Kohn lowered the window. He decided for the moment, to stick with the ostensible reason for their visit. ‘Hi,’ he said. ‘I’m the security adviser—’

‘Mr Kohn? Ah, hello. My name’s Stuart Anderson. Your agency told us to expect you. I’ll be asking you in in a moment, but first I’d like a word with the lady.’

Janis leaned across. ‘Yes?’

‘I’m sorry, ma’am, but would you mind waiting while your companion looks around? No offence intended – it’s just the rule of the community. The only women allowed in are those who live here or are associated with us, and you…’ He smiled regretfully like a waiter telling you something is off tonight. ‘Refreshments will be brought out to you if you wish, or you may take a walk in the area.’

Thank you very much,’ Janis said. ‘What sort of women-oriented community keeps ordinary women out and lets men in?’

‘Femininists,’ Anderson articulated.

‘Ah, so,’ Kohn said. ‘You should have worn a frock, Janis, make-up like lacquer and false eyelashes. Then they might have let you in for a boring examination of their building, which is what I’m down for.’

Anderson gave an open, genuinely amused laugh.

‘Don’t take it to heart, ma’am. We won’t be more than an hour, and in the meantime, if you wouldn’t mind easing the truck forward a bit so we can get it unloaded and reloaded…’

Janis shrugged and blew a kiss and a scowl. Kohn climbed out.

‘Please leave any weapons,’ Anderson said.

Kohn detached the computer and heaved the bag back into the truck. Anderson coughed politely. Kohn thought for a moment, sighed, and passed Janis a pistol, a throwing knife, a flick-knife and a set of brass knuckles.

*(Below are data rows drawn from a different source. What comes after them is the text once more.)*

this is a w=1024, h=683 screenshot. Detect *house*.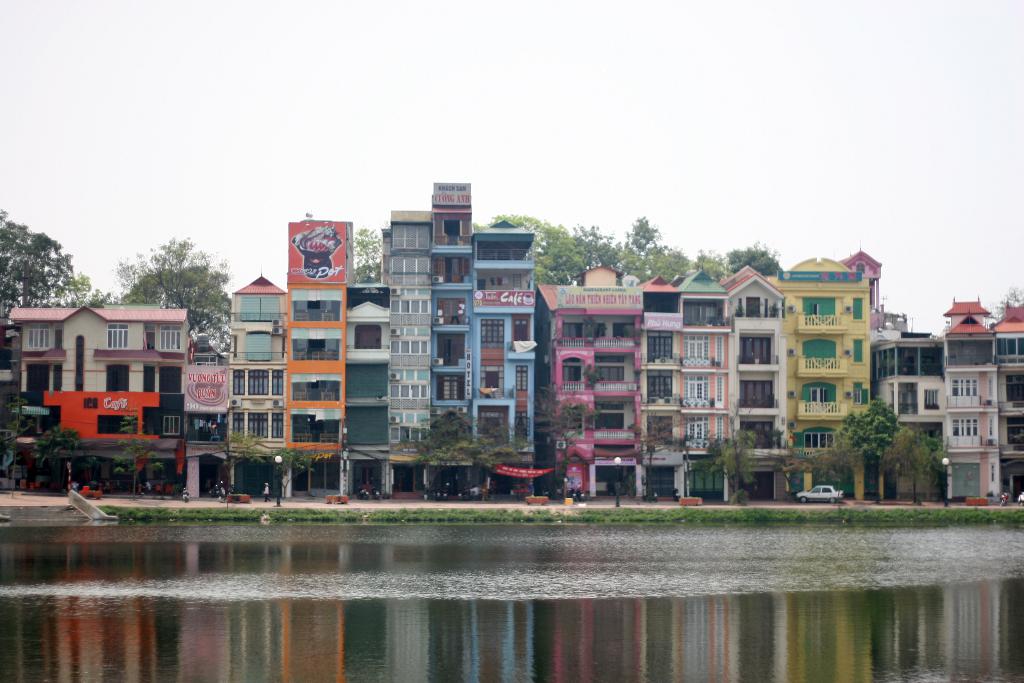
[left=0, top=179, right=1023, bottom=503].
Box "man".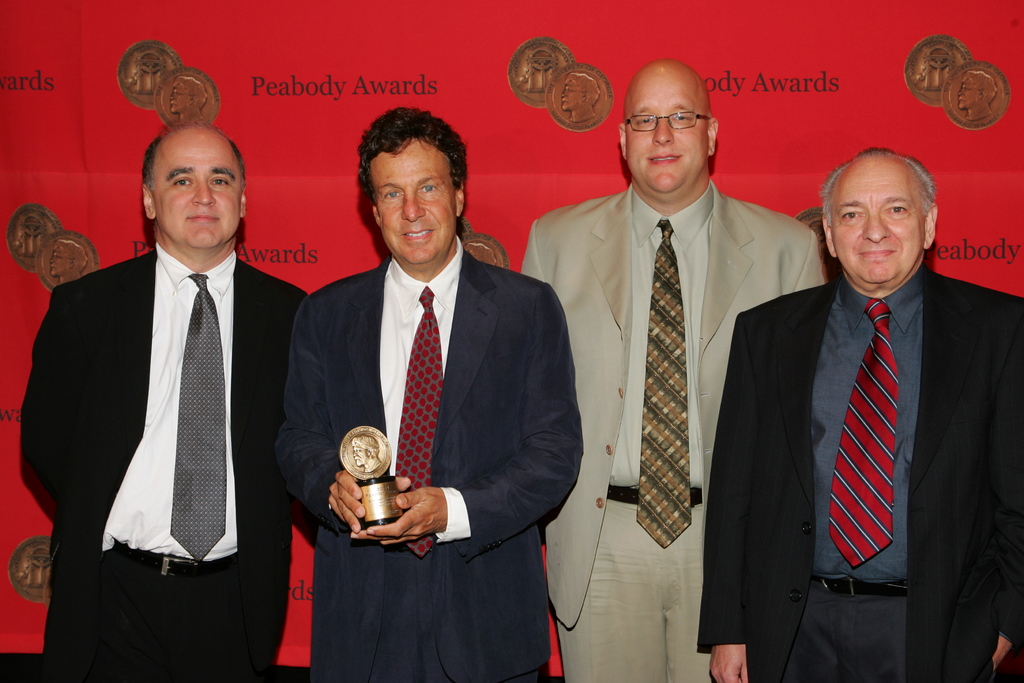
x1=30 y1=94 x2=291 y2=675.
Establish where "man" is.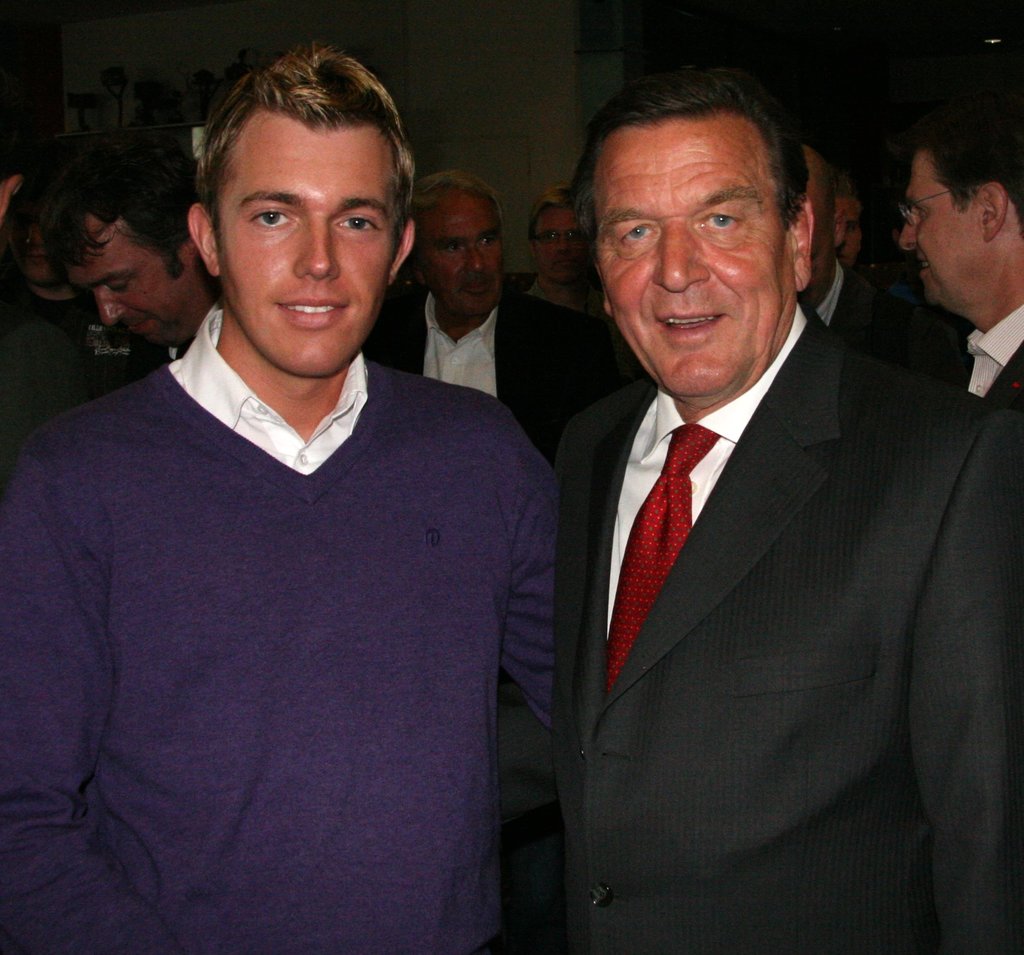
Established at 47,147,227,358.
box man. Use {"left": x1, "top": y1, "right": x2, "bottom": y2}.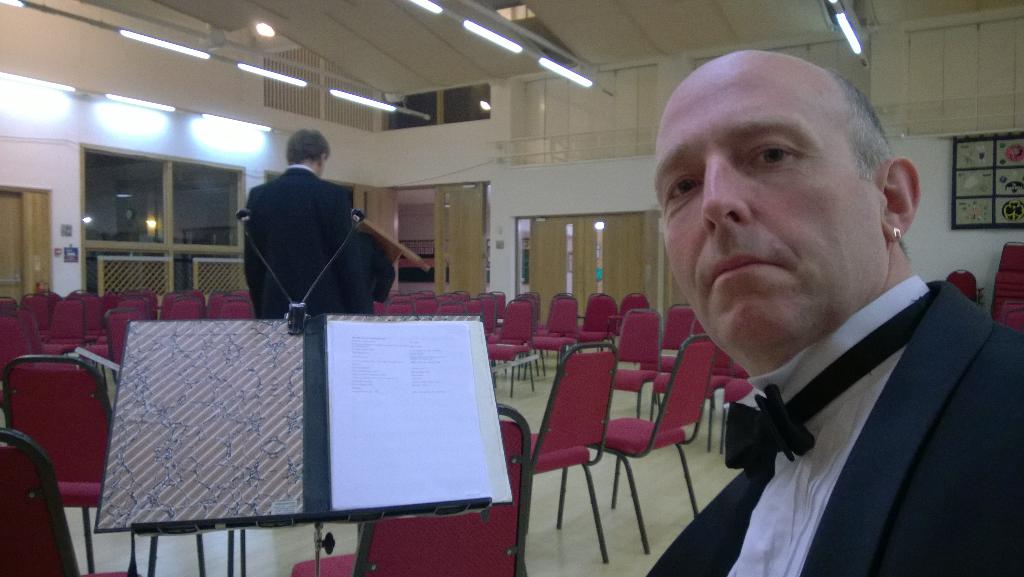
{"left": 242, "top": 135, "right": 374, "bottom": 328}.
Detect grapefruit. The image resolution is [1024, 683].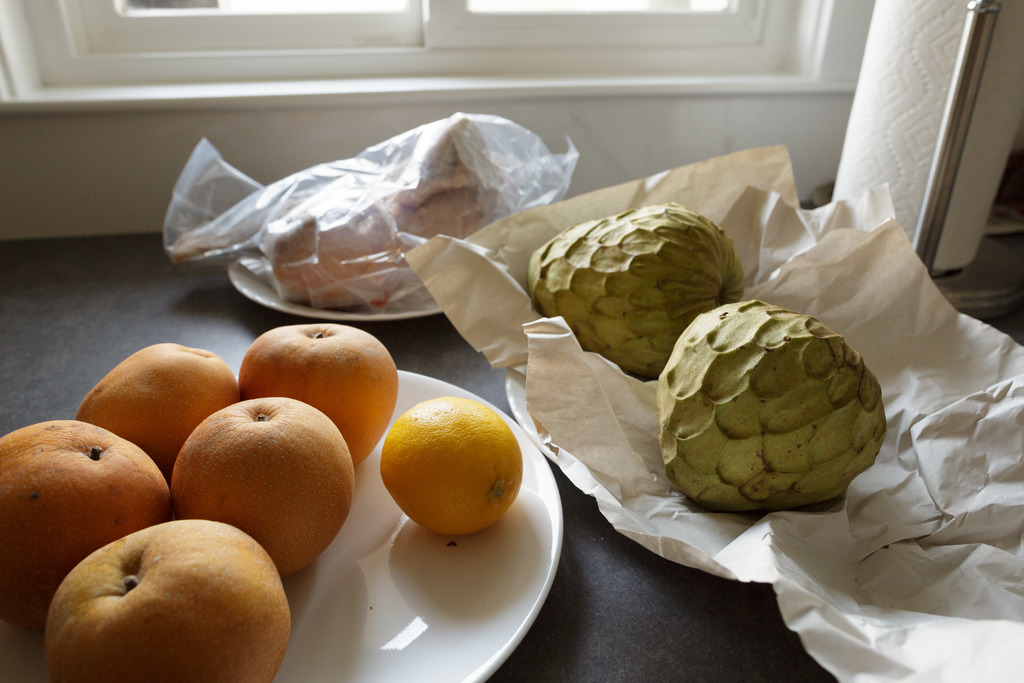
bbox=[375, 388, 538, 544].
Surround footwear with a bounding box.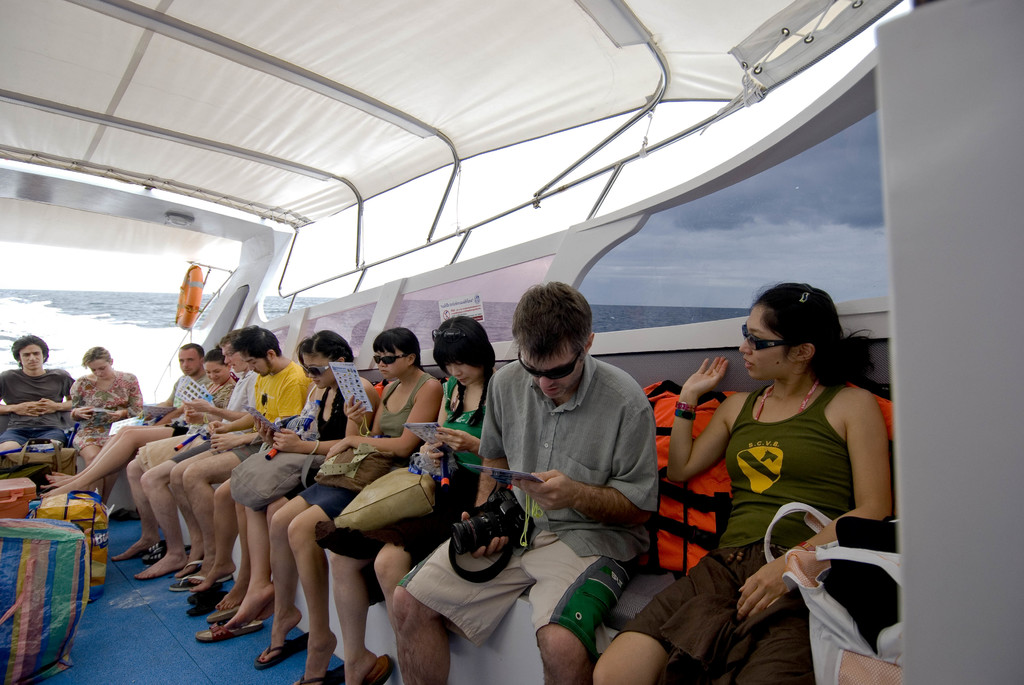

They walked across the courtyard. People strolled about or worked at the garden. The women, as Kohn had expected, were wearing every exaggeratedly feminine get-up known to man. The men looked rather drab and conventional by comparison. No old people; no children.

‘So tell me, Stuart, what’s it all about? If you don’t mind me saying so, you don’t look very sissy to me.’

‘Of course not,’ Stuart said. ‘That’s not what we’re into. Our aim isn’t to merge or reverse the sex roles but to make femininity the dominant gender.

Moh shook his head. ‘I still don’t get it.’

‘It’s all to do with peace,’ Anderson said earnestly as they entered the block and walked down a bright corridor. ‘We’re sickened by the violence that goes on all around us, and the femininists have a theory which explains it. The so-called masculine virtues have outlived their usefulness. Aggression, ambition, production. We’ve reached a point where the whole earth can be a home, a garden, a sanctuary. Instead it’s used as a factory, a hunting-ground, a battlefield. That’s what we mean by the dominance of the masculine virtues. What femininism advocates and tries to practise is the long-overdue domestication of the species through the feminine virtues: domesticity itself, of course, plus gentleness, caring, contentment: channelling energy into art, adornment, decoration…All low-impact activities, you see, and utterly absorbing. Take embroidery, for example, which many find entirely satisfying as a full-time, lifelong occupation, yet the material resources used in it are negligible…and of course the product is valuable, including to rich collectors.’